Discovered 1741
Extinct 1768
This Sketch of Steller's sea cow is from the journal of Sven Waxell,
"Kamchatka Expedition 1741-1742"; source: The American Expedition by Sven Waxell 1952.
Hydrodamalis gigas, formerly classified as Rytina gigas, was first seen by modern humans when
Captain Vitus Bering and his comrades discovered an
uninhabited island (later named Bering Island) in 1741.
Bering and his two ships, St. Peter and St. Paul, were on their way home to
Kamchatka following an expedition to map
the coast of Alaska for Tsar Peter I the Great of Russia. The ships were separated during a storm and Captain Bering,
the St. Peter, and her crew were stranded on the island. Although Bering died on the island during the winter of 1741,
Georg Wilhelm Steller (a German-born naturalist), and about half of the ship's crew survived to rebuilt their ship and
return home in 1742, thanks to the meat of the sea cow.
In his writings, Steller described the giant sea cow and its habits, but was vague in his accounts of abundance and distribution. He said
he found it numerous and in herds, leaving future researchers to guess at exactly how many. Stejneger (1887) estimated
the number at less than 1500 and hypothesized that they were the last survivors of a once more numerous and widely
distributed species which had been spared because man had not yet reached their last resort. Modern scientists agree that Steller's
sea cow, and it's ancestors, H. cuestae, Dusisiren dewana, and D. jordani, were once widely distributed around
the Pacific rim from Baja to Japan, where Hydrodamalis thrived until the coming of humans in the Pleistocene (Domning 1987).
Upon the St. Peter's return to Kamchatka in 1742, word of the excellent sea cow meat spread quickly through the sailing community.
New hunting expeditions were formed almost every year. They returned
to Bering Island where they spent 8-9 months hunting fur-animals and eating sea cow meat to survive. Indeed,
many of the expeditions are reported to have wintered on Bering Island for the express purpose of collecting sea cow
meat for the remainder of their 3-4 year journey to the Aleutian Islands and America. The last sea cow was reported
killed in 1768, just 27 years after the island had been discovered by modern man.
From Steller's description, these huge herbivores are believed to have numbered around 1500-2000 in the Bering Island
and Copper Island areas of the North Pacific (circa 1741). The largest animals were 4-5 fathoms long (1 fathom = 6 feet),
3.5 fathoms thick around, and weighed 200 puds or 80 short hundredweight (up to about 8,000 pounds). They had no teeth,
but two flat white bones, the one above fixed to the palate, and the one below on the inside of the lower jaw. Both were
furrowed and had raised ridges with which they masticated kelp.
The sea cows were found in herds close to shore. They drifted just below the surface of the water, a single animal
resembled an overturned boat. Steller and Waxell both noted large midsections and very small heads. To see a photograph
of the skeleton of a Steller's sea cow in the Helsinki Museum, go to Ari Lampinen, University of Jyvaskyla, Finland.
The text is in Finnish, but the photo is worth the trip!
The ancestor to Steller's Sea Cow was possibly an extinct Dugongidae sea cow,
Dusisiren jordani,
previously named Metaxytherium jordani. Dusisiren was common in the shallow coastal waters of late
Miocene California 10-12 million years ago. Although Sirenian
evolution is not fully understood, there is a very clear and compelling fossil record leading up to Steller's sea cow
(Domning 1987).
Scientists believe the Order Sirenian originated near Africa in the middle
Eocene, 45-50 MYBP (Perry 1995; also see Domning, D. P.,
1978, Sirenian Evolution in the North Pacific Ocean, University of California Press). Click to learn more about the
Eocene and Geological Time.
References
READ MORE ABOUT IT! To read more about Paleosirenians, do a literature search in our
Bibliography for Domning. Dr. Daryl P. Domning, Howard University, Washington, DC, is quite possibly the world's foremost authority on sirenian evolution.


▶ _WHAT TO WORK ON_:
Provide only the number of lines in the listing that contain the word "sensitivity".

▶ _DATA EXTRACT_:

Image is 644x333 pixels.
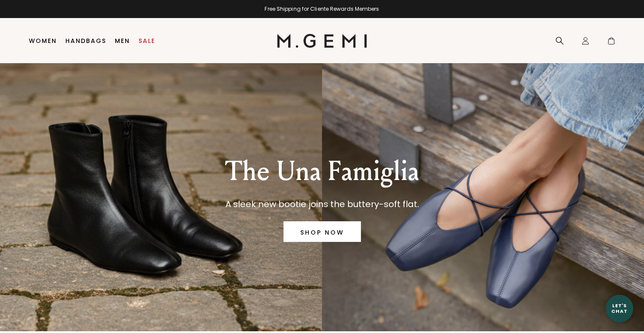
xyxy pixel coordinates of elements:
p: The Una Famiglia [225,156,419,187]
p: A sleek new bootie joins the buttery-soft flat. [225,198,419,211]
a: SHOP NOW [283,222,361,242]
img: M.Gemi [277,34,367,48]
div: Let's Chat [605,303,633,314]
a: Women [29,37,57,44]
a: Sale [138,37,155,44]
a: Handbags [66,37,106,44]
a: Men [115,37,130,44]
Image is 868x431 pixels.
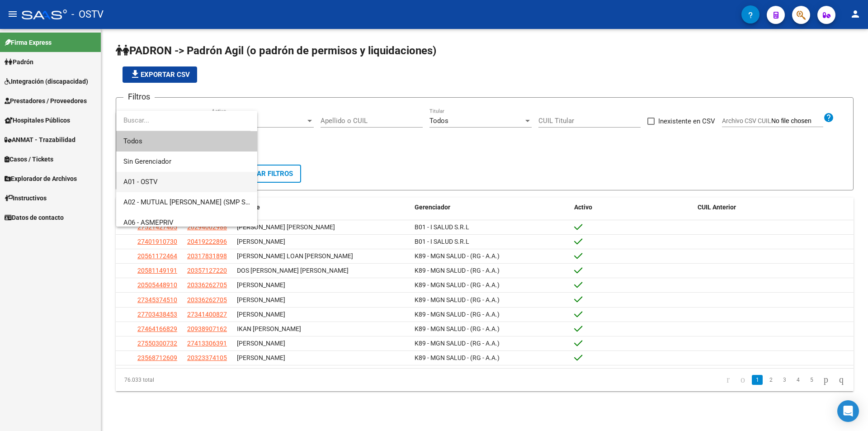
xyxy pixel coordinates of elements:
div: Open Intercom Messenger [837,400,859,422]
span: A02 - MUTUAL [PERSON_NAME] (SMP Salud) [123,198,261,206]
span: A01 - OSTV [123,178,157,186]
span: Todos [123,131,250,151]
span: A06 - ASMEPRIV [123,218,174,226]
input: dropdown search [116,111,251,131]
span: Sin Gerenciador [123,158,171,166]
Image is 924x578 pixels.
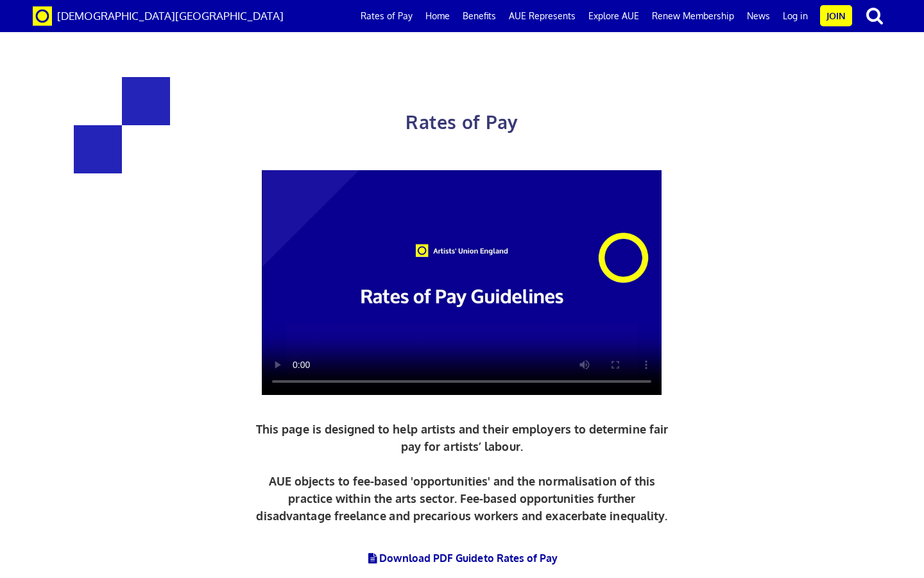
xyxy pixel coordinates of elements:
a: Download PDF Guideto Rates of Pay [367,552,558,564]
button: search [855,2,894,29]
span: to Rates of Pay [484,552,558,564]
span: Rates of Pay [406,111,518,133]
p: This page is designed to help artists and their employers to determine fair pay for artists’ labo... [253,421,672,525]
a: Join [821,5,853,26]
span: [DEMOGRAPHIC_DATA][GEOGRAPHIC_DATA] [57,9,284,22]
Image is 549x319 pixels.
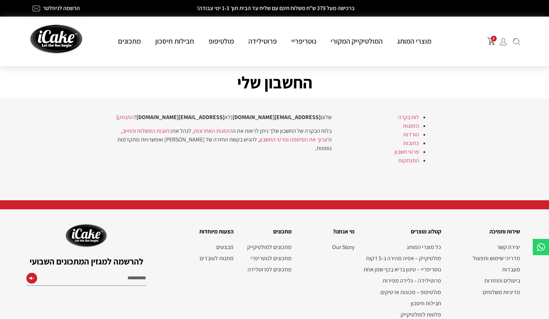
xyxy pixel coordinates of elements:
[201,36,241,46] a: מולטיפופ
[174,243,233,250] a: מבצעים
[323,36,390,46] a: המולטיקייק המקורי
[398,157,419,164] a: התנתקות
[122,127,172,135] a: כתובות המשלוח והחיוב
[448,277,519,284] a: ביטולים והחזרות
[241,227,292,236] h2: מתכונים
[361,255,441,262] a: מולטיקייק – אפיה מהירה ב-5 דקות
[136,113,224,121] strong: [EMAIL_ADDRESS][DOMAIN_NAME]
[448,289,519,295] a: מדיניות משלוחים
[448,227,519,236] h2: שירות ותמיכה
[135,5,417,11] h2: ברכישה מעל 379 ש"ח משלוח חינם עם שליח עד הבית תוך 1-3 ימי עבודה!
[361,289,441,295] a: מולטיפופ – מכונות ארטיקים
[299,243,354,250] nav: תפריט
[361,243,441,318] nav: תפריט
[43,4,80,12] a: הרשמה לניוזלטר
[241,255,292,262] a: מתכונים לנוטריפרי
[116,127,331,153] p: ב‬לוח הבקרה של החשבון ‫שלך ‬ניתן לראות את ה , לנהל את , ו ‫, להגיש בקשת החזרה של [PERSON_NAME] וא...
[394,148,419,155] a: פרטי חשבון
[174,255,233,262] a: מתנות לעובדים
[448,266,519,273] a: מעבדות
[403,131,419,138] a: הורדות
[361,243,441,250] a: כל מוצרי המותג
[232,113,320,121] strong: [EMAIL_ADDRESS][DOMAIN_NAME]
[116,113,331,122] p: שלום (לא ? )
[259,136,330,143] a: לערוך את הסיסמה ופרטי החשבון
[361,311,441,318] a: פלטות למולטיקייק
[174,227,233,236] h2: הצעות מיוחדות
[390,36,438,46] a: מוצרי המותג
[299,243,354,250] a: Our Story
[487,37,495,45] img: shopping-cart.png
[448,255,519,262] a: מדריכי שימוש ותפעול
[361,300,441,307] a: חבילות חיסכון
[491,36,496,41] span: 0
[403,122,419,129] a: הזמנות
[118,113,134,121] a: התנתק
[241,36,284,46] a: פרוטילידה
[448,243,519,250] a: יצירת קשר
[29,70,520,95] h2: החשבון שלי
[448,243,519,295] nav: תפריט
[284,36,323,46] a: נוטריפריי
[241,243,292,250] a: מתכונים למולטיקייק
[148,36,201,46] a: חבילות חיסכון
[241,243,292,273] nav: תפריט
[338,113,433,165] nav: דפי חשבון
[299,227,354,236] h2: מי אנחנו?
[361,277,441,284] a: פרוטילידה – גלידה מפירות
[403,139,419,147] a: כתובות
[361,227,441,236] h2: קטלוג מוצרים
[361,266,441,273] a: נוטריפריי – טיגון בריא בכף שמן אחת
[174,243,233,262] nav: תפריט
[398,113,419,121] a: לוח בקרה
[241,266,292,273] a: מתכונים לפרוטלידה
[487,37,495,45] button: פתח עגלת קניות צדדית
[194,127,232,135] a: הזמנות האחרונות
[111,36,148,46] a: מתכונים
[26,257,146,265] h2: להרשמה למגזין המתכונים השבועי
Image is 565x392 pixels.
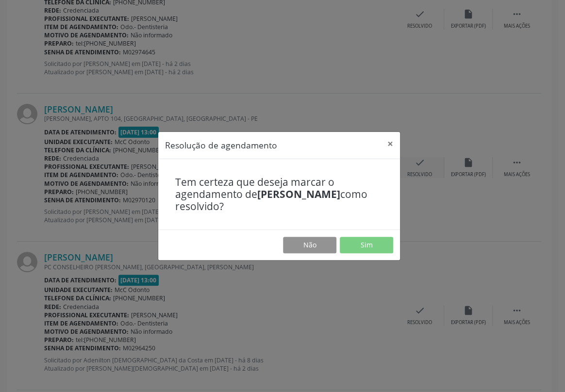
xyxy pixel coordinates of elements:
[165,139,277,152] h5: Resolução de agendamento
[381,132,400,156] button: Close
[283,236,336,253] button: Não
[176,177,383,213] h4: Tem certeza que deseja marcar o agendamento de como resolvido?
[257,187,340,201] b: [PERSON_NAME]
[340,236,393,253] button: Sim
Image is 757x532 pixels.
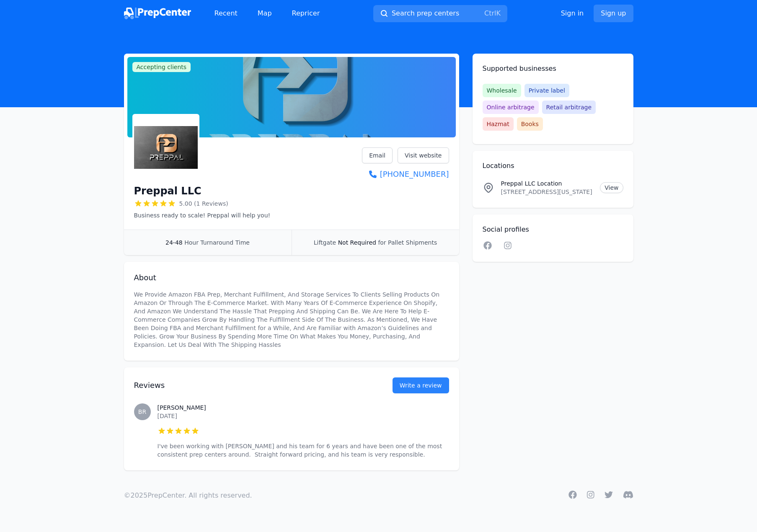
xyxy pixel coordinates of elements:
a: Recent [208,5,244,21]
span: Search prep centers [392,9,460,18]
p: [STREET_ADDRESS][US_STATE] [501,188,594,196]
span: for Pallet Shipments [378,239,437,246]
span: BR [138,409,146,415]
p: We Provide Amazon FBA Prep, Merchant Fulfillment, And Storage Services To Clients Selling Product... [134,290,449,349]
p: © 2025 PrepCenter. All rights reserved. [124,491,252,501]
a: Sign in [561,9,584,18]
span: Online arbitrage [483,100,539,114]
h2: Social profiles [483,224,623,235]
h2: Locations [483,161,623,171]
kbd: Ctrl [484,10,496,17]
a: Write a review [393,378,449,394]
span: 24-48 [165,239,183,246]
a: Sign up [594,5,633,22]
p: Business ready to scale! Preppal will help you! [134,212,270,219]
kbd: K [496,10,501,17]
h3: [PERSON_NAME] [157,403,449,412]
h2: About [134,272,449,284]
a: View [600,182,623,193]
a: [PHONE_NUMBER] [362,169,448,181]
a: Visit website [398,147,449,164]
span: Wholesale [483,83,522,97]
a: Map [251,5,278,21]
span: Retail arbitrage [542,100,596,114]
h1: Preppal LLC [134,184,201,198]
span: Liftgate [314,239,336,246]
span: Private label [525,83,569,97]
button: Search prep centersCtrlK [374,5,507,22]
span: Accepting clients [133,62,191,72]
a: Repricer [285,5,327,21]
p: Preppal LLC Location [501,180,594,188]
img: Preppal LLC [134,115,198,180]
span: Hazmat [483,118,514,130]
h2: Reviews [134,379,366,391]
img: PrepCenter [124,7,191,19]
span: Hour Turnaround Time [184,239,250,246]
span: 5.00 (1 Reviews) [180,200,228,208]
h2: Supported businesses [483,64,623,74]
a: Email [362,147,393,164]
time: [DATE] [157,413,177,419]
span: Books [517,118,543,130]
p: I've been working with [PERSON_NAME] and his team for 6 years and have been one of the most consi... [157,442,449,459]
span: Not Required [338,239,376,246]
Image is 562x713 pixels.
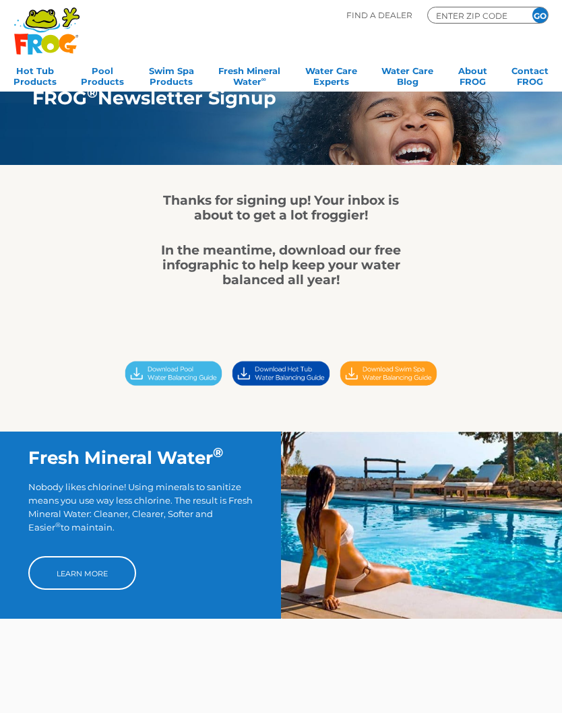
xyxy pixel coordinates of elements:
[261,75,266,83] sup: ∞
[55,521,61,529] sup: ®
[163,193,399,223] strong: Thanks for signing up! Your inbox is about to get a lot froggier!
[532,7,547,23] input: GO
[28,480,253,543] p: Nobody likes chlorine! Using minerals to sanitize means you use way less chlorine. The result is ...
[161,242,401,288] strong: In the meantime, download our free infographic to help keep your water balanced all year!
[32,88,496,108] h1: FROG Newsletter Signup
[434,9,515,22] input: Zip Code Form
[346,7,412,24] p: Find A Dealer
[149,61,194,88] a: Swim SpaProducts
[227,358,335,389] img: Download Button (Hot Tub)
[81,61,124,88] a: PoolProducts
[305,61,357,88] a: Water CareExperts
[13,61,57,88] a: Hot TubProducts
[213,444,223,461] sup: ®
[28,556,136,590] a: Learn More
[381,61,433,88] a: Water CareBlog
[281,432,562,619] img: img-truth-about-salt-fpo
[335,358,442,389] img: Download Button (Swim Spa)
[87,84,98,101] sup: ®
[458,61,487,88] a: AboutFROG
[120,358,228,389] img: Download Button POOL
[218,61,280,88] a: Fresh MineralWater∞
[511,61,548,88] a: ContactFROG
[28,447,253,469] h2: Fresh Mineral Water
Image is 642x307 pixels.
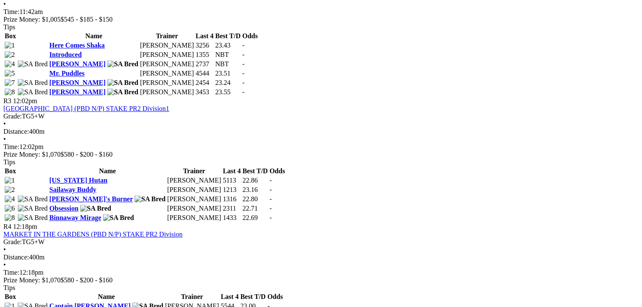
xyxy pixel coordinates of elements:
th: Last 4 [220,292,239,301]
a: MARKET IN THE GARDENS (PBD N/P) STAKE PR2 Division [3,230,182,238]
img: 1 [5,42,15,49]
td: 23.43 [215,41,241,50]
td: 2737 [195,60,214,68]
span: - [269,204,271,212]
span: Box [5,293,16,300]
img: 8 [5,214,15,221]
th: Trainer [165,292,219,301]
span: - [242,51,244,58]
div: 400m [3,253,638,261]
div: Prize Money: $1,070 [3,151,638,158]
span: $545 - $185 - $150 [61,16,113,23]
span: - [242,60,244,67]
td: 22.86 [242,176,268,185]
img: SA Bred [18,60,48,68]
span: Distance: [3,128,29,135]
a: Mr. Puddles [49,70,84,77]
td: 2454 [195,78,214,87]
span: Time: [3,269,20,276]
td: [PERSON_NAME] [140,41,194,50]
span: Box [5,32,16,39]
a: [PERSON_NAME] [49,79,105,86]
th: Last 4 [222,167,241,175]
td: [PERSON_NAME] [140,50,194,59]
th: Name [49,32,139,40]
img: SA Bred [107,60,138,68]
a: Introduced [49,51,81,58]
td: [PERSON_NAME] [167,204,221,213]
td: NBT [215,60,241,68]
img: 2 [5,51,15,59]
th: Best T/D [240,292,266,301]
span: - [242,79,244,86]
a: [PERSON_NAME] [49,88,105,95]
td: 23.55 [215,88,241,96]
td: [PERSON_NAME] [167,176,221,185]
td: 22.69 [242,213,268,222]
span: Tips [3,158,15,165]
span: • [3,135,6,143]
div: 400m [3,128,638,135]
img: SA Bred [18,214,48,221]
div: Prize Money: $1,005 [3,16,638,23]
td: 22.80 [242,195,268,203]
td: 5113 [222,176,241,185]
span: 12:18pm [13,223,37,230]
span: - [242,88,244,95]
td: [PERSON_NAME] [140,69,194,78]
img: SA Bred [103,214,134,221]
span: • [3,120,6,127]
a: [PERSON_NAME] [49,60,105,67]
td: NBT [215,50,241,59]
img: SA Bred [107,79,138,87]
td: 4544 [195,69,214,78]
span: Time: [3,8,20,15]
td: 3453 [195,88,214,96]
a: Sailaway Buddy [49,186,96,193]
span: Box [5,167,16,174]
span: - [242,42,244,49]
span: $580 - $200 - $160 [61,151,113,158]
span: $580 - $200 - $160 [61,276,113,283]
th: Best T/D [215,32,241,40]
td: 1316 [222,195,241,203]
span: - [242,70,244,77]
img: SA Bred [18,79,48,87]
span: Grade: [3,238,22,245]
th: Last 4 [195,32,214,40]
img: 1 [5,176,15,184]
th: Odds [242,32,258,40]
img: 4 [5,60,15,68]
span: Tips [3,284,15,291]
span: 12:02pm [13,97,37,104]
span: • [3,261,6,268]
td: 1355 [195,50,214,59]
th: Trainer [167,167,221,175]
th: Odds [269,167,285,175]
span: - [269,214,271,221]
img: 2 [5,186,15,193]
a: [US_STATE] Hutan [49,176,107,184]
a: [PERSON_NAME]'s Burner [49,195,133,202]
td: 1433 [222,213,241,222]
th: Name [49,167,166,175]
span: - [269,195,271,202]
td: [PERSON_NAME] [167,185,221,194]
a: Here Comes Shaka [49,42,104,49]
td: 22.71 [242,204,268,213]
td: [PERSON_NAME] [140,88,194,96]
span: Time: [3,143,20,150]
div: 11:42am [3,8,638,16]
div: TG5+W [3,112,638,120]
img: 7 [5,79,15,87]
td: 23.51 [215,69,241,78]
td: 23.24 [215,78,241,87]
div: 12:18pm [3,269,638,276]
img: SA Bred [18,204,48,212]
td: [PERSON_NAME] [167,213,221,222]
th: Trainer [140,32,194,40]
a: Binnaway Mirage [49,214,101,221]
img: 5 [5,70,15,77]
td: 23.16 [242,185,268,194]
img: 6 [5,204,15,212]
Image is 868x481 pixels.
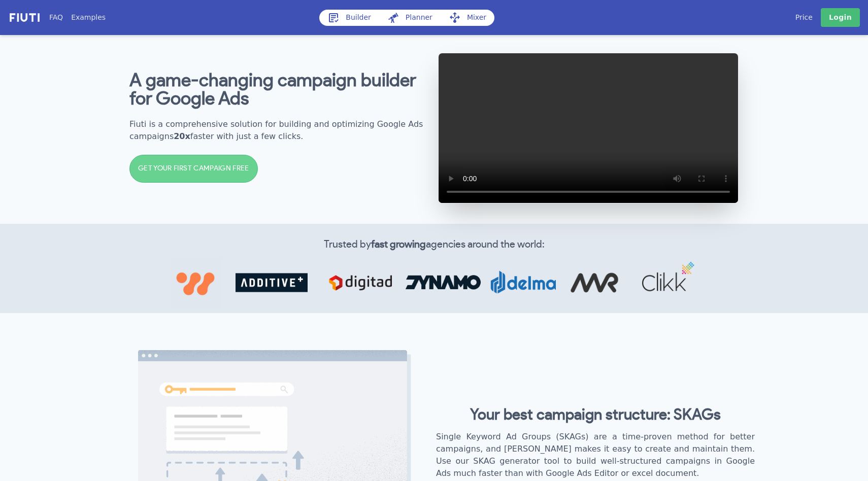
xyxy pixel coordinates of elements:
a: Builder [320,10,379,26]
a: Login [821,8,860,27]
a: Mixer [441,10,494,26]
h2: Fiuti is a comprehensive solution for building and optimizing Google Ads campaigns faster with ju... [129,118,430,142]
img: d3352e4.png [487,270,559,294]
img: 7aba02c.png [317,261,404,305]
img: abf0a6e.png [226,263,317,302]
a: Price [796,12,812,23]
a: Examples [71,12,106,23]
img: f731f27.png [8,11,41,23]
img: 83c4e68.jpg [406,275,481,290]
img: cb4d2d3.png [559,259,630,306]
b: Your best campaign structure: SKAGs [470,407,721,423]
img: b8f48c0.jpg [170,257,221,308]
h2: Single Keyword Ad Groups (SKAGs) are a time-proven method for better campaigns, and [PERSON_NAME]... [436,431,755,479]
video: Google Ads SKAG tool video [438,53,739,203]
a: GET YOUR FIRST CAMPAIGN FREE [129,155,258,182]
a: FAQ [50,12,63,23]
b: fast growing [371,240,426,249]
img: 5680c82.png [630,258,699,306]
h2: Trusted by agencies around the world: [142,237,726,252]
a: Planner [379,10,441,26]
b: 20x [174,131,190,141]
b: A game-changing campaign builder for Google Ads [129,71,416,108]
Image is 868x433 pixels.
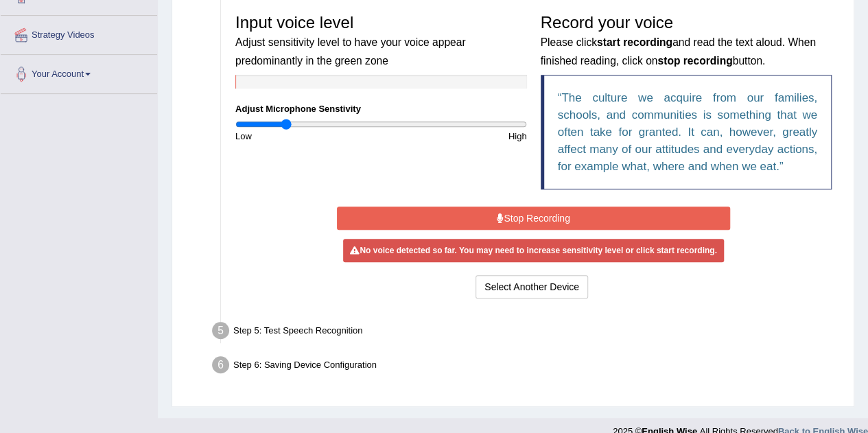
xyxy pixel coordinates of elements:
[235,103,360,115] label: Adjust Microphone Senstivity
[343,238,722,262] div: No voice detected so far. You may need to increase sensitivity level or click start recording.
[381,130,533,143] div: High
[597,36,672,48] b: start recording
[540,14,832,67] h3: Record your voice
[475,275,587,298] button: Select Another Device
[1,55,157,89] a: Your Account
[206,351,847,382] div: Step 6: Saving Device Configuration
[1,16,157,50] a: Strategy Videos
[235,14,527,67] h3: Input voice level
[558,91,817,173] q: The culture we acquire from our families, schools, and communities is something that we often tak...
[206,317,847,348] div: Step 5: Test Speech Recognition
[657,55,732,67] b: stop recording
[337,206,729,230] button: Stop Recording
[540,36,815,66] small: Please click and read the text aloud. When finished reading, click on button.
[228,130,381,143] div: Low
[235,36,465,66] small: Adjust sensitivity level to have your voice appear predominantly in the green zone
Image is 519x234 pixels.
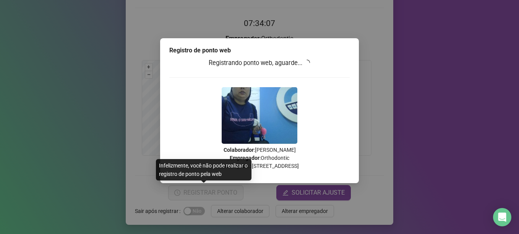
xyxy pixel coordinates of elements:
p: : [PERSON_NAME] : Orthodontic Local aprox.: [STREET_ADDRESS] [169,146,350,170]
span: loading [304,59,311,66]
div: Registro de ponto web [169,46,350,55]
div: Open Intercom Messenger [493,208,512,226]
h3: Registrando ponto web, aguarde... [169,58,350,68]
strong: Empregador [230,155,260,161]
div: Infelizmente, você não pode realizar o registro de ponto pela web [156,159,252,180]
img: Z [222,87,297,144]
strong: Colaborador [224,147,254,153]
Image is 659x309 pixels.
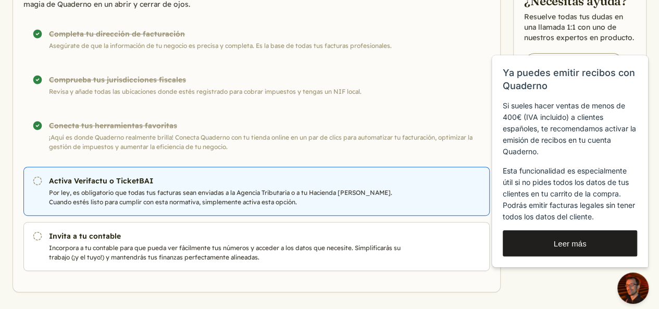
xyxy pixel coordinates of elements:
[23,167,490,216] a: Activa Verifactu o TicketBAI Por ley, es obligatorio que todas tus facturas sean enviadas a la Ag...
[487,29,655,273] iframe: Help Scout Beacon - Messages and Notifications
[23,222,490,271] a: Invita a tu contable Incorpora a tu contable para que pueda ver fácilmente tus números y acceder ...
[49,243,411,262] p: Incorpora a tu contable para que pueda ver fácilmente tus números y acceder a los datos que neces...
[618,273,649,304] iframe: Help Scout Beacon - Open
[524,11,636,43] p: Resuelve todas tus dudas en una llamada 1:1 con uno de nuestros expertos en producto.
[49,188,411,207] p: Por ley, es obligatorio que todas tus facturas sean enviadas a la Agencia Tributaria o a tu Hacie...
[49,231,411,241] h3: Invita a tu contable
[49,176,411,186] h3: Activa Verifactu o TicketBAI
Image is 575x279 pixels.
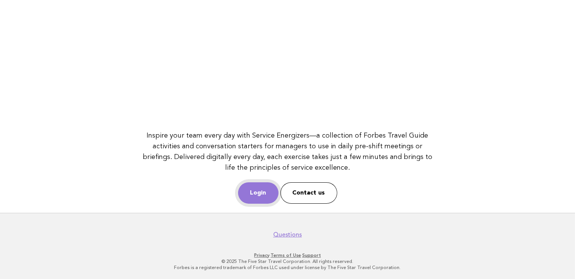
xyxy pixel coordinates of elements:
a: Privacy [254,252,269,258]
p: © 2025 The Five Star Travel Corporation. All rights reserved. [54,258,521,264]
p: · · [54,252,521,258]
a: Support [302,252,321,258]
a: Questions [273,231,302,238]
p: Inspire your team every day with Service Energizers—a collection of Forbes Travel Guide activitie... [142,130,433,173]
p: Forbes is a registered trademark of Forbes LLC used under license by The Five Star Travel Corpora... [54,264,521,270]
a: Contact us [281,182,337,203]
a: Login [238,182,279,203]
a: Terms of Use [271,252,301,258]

▶ _EXPECTED ANSWER_:
2